25. Sabetkasaie M, Vala S, Khansefid N, Hosseini AR, Sadat Ladgevardi MA. Clonidine and guanfacine-induced antinociception in visceral pain: possible role of alpha 2/I2 binding sites. Eur J Pharmacol. 2004 Oct 6;501(1-3):95-101.
26. Jiang S, Czuma R, Cohen-Oram A, Hartney K, Stern TA. Guanfacine for Hyperactive Delirium: A Case Series. Journal of the Academy of Consultation-Liaison Psychiatry. 2021;62(1):83-88.
27. Jiang S, Hernandez M, Burke H, et al. A retrospective analysis of guanfacine for the pharmacological management of delirium. Cureus. 2023;15(1).
Authors’ Affiliations: Geisinger Medical Center, Danville, PA.
Conflicts of Interest: None disclosed
Version History: first electronically published in May 2020; originally edited by Drew A Rosielle MD. Significant content update in March 2023 by Kevin Hopkins DO, Joshua B Borris PharmD MS, and Paul Noufi MD.
Fast Facts and Concepts are edited by Sean Marks MD (Medical College of Wisconsin) and associate editor Drew A Rosielle MD (University of Minnesota Medical School), with the generous support of a volunteer peer-review editorial board, and are made available online by the Palliative Care Network of Wisconsin (PCNOW); the authors of each individual Fast Fact are solely responsible for that Fast Fact’s content. The full set of Fast Facts are available at Palliative Care Network of Wisconsin with contact information, and how to reference Fast Facts.
Copyright: All Fast Facts and Concepts are published under a Creative Commons Attribution-NonCommercial 4.0 International Copyright (http://creativecommons.org/licenses/by-nc/4.0/). Fast Facts can only be copied and distributed for non-commercial, educational purposes. If you adapt or distribute a Fast Fact, let us know!

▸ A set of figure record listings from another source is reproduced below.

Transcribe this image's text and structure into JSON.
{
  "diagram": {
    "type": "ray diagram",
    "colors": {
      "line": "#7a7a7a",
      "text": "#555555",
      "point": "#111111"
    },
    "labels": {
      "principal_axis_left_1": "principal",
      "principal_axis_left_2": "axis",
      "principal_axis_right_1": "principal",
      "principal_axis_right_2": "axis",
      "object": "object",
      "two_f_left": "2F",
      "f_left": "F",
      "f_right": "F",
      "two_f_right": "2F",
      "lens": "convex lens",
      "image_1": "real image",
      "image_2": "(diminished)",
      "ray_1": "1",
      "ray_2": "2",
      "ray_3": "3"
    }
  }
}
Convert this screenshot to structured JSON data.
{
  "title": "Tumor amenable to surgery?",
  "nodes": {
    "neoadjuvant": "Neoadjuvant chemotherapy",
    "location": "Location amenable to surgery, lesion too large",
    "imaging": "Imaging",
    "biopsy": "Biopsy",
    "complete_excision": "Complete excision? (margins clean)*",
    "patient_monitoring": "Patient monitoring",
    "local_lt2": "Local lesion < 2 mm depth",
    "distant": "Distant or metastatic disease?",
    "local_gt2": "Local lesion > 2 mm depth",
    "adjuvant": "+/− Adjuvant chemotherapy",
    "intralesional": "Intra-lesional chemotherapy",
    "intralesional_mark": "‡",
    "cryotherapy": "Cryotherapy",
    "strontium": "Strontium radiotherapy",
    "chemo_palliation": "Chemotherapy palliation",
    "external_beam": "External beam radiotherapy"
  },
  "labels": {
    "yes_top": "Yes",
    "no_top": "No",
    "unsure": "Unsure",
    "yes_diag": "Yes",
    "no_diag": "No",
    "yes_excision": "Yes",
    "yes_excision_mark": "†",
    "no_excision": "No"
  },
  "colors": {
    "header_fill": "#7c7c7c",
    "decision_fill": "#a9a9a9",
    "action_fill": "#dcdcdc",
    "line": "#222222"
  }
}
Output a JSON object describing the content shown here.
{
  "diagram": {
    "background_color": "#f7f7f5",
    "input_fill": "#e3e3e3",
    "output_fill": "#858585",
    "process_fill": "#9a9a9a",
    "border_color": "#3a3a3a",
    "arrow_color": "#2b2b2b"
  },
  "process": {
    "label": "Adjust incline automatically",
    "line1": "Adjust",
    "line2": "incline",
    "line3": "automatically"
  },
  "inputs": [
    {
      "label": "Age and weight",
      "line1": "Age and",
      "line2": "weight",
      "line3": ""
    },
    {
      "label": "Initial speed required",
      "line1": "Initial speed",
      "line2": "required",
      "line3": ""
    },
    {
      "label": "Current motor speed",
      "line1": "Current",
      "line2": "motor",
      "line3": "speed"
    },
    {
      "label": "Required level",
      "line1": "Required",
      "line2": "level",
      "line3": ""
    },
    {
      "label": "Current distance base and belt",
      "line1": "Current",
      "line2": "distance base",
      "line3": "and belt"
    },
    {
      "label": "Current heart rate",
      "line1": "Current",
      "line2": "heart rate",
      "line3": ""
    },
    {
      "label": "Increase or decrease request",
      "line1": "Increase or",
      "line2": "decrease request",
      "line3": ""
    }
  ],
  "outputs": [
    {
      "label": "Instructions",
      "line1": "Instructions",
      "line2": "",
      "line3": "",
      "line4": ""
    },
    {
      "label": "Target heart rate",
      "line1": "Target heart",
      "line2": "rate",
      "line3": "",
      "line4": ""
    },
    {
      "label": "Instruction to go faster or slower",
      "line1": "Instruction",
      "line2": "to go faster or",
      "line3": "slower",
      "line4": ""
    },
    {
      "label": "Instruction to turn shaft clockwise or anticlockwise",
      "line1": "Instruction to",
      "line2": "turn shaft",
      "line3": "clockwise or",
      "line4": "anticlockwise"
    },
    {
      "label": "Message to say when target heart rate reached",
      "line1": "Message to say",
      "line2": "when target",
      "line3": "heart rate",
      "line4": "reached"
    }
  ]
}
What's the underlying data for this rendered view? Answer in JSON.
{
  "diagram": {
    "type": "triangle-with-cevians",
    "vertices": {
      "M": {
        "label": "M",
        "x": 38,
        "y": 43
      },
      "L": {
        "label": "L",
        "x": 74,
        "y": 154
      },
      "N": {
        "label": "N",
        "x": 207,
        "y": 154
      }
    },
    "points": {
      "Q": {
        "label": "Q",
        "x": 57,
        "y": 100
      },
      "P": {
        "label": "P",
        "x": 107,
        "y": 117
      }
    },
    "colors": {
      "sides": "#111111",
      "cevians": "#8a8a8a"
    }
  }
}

Disclaimer: Fast Facts and Concepts provide educational information for health care professionals. This information is not medical advice. Fast Facts are not continually updated, and new safety information may emerge after a Fast Fact is published. Health care providers should always exercise their own independent clinical judgment and consult other relevant and up-to-date experts and resources. Some Fast Facts cite the use of a product in a dosage, for an indication, or in a manner other than that recommended in the product labeling. Accordingly, the official prescribing information should be consulted before any such product is used.